Thursday, December 11, 2014

Exhaustion

The antidote to exhaustion is not rest; the antidote to exhaustion is wholeheartedness.

I've had this line running through my head for the last week, and today especially it's been echoing again and again. It's from a talk by David Whyte that I first listened to years ago, and played again last week. When this line comes up, he's just asked a friend/mentor/monk to "talk to me about exhaustion."

I was in my late twenties and living in Santa Barbara when I first heard this, and it didn't mean much to me then because it didn't seem to fit my life of constantly streaming sunlight, bottomless glasses of wine and sporting endeavors in every direction (mountains, sea, soccer fields and tennis courts!). Five+ years, two thousand+ mile moves, and two children later, it resonates so deeply now. Sometimes the endless days of nap-fighting, tantrum-throwing, constant-attention-requiring creatures give way only to endless of nights of hungry babes clinging to my chest. Sometimes, there is no relief.

Since hearing this line again, though, I've been trying to practice more wholeheartedness in my life. Rather than browsing the apps on my iPhone while nursing Leif, I just nurse Leif. Rather than trying to start a new project or finish an old one while Leif struggles to go to sleep or stay asleep, I give him my full attention and embrace that he is just a baby, learning to live and sleep and even just breathe. When August comes home, rather than trying to clean his room and unclutter the bureau, I play with August. I watch how his little body moves around the room, how his eyelashes flutter against his round cheeks, listen to how he puts together ideas, words and sentences. In the midst of all this, I'm still tired -- but I'm not exhausted. I am wholeheartedly enjoying my boys, their all-too-rapid growth, their fits and starts.



Recently I've found this especially difficult as I struggle with being "just a mom"; with not having an actual career with its concomitant work history that I can point to and say, "this is how far I've come, this is what I've done"; with not having a life here in Stockholm outside of my children, my family, my apartment; without having capitalized on any of that potential my 6th-grade teacher noted on my report card. Sometimes I'm exhausted from all this striving and yearning; but then sometimes, I am wholehearted in loving my boys, in taking care of them, in nursing and nurturing them, in occupying my own life.







(We've discovered another antidote to exhaustion: the toddler getting a mild virus every now and then; he slows down and sleeps early and long.)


- _WHAT YOU SHOULD DO_: Check each line of the entries below for the string "axis"; copy every line where it appears.

- _Data tied to figure images_:
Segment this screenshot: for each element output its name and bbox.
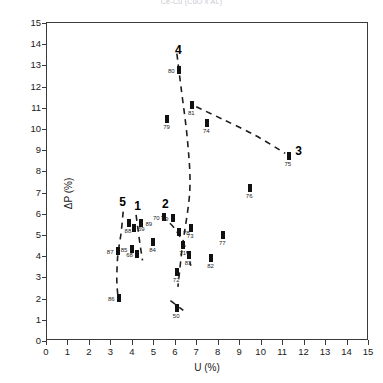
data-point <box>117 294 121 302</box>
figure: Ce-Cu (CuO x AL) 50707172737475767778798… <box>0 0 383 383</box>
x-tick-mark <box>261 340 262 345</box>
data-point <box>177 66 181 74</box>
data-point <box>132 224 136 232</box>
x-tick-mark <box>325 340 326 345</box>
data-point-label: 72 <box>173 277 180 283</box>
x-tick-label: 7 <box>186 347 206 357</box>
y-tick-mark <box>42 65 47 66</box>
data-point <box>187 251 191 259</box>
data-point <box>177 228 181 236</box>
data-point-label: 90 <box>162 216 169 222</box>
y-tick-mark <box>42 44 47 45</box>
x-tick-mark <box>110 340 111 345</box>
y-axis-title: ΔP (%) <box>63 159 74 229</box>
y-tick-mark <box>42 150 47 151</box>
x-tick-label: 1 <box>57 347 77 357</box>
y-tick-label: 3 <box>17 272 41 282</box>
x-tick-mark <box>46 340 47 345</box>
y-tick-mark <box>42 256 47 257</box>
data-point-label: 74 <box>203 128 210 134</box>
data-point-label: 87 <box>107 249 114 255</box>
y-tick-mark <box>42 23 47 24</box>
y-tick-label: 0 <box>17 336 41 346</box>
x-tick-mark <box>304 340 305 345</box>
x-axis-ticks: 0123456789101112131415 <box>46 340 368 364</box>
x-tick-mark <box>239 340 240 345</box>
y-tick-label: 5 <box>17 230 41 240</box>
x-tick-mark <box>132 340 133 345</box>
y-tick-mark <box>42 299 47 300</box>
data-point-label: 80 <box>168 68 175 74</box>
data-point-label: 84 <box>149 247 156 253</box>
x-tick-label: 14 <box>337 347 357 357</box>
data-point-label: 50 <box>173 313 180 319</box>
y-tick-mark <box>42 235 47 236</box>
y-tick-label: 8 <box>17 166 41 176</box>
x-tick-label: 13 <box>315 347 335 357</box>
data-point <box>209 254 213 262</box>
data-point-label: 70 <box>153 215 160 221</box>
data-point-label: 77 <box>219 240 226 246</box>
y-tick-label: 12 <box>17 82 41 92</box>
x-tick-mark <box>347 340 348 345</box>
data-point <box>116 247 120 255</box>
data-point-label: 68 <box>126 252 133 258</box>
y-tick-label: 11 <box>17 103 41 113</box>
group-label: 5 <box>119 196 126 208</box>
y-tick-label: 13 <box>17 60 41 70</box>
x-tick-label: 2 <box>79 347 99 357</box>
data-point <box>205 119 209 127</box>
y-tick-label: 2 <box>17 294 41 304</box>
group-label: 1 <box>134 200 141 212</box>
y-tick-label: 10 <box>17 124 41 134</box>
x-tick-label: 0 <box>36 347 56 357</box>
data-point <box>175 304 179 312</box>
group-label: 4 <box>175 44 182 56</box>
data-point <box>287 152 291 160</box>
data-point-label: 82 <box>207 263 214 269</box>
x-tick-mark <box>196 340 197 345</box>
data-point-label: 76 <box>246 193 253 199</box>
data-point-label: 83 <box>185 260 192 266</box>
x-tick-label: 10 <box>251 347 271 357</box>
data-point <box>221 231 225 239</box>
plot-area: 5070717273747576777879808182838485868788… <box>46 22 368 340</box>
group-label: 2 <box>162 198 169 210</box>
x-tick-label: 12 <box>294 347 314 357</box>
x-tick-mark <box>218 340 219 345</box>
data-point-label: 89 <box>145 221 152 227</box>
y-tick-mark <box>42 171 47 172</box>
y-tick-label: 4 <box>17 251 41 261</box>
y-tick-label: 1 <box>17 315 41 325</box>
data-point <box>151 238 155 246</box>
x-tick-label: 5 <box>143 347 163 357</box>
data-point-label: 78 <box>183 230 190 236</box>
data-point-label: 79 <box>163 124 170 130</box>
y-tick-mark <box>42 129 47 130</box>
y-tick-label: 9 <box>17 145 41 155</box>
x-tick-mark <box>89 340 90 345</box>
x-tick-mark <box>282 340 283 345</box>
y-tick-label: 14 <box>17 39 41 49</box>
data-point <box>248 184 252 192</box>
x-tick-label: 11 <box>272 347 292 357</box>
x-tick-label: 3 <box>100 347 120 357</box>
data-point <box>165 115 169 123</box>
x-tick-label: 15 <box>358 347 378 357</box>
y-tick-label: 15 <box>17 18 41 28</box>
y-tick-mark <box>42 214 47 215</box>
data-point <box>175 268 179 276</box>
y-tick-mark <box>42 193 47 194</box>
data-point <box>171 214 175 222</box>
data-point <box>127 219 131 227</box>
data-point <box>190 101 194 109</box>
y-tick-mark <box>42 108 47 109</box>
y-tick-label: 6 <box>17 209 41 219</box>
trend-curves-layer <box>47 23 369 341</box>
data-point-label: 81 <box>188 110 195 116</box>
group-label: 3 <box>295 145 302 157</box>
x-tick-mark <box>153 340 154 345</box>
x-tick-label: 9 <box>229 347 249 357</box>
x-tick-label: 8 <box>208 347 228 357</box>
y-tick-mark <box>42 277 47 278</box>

- _TASK OUTPUT_:
y-axis-title: ΔP (%) <box>63 159 74 229</box>
x-axis-ticks: 0123456789101112131415 <box>46 340 368 364</box>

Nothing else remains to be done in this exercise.